Sunday, March 28, 2010

A spot of bovver for the world economy: China and the US at loggerheads

Useful article by Will Hutton in today's Observer about the world economy. To summarise:
China has fixed its currency against the dollar, which undervalues the yuan. This hold the yuan low, making its exports cheap. This keeps unemployment unacceptably high (10%) in the US.Also, China is sucking in money from the rest of the world: it has foreign reserves of $2.4 trillion, and they are growing by $40 billion a month. Nice for China, not nice for the balance of the world economy.

There are two possible responses to this situation:

1 An international economic agreement,  whereby China starts to encourage domestic spending by lifting wages, allowing Trade Unions and property rights, and allowing the yuan to float, which will mean that it becomes more valuable, driving down its exports. (This Link is close, but I cannot find Hutton' source).  

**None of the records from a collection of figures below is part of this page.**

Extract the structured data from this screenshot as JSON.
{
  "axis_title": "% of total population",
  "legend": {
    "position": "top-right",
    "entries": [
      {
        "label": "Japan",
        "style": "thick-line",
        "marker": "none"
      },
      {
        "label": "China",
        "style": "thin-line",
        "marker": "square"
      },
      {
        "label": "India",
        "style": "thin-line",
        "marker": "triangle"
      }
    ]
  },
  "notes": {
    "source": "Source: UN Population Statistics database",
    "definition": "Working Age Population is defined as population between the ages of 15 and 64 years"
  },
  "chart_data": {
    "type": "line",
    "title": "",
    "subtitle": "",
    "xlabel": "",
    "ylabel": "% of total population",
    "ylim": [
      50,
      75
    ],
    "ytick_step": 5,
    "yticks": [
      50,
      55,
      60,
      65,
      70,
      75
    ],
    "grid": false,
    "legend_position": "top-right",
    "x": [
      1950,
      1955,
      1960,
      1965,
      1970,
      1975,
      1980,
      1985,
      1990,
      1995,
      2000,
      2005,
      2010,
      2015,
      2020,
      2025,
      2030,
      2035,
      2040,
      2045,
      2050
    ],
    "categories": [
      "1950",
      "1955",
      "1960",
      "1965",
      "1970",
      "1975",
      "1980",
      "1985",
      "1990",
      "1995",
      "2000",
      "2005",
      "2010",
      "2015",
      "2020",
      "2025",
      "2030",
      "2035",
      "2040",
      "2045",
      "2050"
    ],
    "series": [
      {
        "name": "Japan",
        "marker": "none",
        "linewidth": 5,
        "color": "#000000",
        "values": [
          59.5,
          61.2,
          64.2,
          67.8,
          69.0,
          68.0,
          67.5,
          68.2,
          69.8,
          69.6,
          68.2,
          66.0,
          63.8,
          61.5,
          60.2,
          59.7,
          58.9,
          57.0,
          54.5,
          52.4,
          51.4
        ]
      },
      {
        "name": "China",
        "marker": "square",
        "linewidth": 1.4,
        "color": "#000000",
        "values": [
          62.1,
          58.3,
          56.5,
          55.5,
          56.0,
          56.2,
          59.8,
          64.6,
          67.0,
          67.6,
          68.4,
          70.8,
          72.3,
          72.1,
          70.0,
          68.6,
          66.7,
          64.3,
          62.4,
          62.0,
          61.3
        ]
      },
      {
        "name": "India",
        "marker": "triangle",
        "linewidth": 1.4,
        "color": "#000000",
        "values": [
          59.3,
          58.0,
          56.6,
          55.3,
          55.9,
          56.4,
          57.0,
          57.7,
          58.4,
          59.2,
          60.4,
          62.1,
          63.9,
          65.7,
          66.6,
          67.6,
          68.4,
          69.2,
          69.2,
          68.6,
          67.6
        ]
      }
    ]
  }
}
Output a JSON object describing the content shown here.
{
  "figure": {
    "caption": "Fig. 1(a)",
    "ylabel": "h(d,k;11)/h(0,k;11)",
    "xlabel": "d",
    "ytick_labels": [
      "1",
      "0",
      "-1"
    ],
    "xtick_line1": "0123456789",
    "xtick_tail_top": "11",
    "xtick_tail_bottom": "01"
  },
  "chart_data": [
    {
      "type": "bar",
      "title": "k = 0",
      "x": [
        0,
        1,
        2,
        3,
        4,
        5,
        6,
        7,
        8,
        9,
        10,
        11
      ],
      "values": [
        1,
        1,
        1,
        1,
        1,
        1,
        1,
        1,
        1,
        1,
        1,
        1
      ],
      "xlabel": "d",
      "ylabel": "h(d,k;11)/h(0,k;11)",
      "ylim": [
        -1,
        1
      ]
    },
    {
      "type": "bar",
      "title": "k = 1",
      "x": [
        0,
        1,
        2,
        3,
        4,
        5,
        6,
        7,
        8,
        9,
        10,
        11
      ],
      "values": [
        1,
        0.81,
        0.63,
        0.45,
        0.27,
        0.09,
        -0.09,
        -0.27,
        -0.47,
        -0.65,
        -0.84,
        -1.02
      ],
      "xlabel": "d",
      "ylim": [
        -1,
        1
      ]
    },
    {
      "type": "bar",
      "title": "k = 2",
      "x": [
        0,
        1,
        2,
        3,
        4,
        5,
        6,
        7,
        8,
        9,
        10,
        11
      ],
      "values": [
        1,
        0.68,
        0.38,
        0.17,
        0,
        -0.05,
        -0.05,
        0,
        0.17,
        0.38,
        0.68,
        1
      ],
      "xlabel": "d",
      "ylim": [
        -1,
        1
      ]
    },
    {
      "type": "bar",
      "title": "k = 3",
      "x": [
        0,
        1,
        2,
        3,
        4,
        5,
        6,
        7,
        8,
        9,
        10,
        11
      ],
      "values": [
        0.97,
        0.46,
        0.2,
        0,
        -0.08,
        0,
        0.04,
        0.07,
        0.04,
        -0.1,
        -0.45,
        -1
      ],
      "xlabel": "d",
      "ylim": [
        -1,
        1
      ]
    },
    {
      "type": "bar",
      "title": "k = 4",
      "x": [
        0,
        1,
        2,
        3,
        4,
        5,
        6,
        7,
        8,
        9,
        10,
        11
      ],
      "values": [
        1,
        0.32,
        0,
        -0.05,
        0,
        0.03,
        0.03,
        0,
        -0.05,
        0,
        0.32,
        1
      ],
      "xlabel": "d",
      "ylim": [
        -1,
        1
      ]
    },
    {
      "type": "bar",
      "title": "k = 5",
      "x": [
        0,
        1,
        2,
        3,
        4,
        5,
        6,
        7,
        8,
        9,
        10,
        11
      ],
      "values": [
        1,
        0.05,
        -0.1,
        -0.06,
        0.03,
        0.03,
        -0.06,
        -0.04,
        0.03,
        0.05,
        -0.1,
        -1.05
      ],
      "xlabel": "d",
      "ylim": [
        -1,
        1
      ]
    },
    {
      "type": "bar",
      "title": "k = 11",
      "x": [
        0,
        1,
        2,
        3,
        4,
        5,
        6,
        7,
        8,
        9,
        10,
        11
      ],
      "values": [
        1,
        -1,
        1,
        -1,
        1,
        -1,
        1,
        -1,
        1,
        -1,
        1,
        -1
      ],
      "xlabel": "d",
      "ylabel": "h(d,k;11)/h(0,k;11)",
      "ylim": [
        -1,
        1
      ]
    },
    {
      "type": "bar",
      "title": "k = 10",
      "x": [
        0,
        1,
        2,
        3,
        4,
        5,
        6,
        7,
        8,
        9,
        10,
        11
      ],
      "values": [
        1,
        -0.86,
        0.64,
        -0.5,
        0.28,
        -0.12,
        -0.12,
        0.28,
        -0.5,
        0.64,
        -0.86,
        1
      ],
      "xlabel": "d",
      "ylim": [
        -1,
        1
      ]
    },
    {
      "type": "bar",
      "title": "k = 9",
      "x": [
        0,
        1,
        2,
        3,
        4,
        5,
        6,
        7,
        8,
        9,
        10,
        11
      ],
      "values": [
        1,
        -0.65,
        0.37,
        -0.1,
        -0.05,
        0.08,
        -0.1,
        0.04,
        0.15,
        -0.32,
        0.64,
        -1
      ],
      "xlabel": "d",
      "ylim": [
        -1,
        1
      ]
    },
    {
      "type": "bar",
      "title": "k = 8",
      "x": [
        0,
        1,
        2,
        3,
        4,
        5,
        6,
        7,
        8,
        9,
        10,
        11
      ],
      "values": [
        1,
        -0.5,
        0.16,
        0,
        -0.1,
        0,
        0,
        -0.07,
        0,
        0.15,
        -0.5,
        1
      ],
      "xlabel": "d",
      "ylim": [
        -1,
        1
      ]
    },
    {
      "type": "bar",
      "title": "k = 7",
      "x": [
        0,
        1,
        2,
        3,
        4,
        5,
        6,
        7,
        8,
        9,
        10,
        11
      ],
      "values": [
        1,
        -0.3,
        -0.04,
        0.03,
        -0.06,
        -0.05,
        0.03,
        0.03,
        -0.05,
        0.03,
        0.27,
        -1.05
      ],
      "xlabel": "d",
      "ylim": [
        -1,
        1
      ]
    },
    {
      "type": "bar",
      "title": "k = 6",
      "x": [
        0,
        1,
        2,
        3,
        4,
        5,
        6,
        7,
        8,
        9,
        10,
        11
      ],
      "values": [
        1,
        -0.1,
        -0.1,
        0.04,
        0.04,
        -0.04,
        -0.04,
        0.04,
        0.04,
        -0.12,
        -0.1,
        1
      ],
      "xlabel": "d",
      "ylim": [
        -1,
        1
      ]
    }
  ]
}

In response to this, the USA, EU (including Britain) continue to borrow, (because bank lending is still down, as is always the case after a credit crisis), thus maintaining domestic demand. Thus the world economy is saved, and is able to carry on expanding forever into a finite space until the next time.

2  The alternative is that Obama slaps a protectionist tariff onto Chinese imports, which leads to generalised protectionism, which means a trade war, which could mean another world war. Lovely.

Hutton thinks agreement along the lines of (1) above is very unlikely, because it would mean the end of one-party rule in China.

Clearly, this is a very simplistic analysis, but it does seem plausible. There is a risk that the leaky boat of the world economy is about to be hit by some very big waves.

Hutton ends by asking - what is Plan B?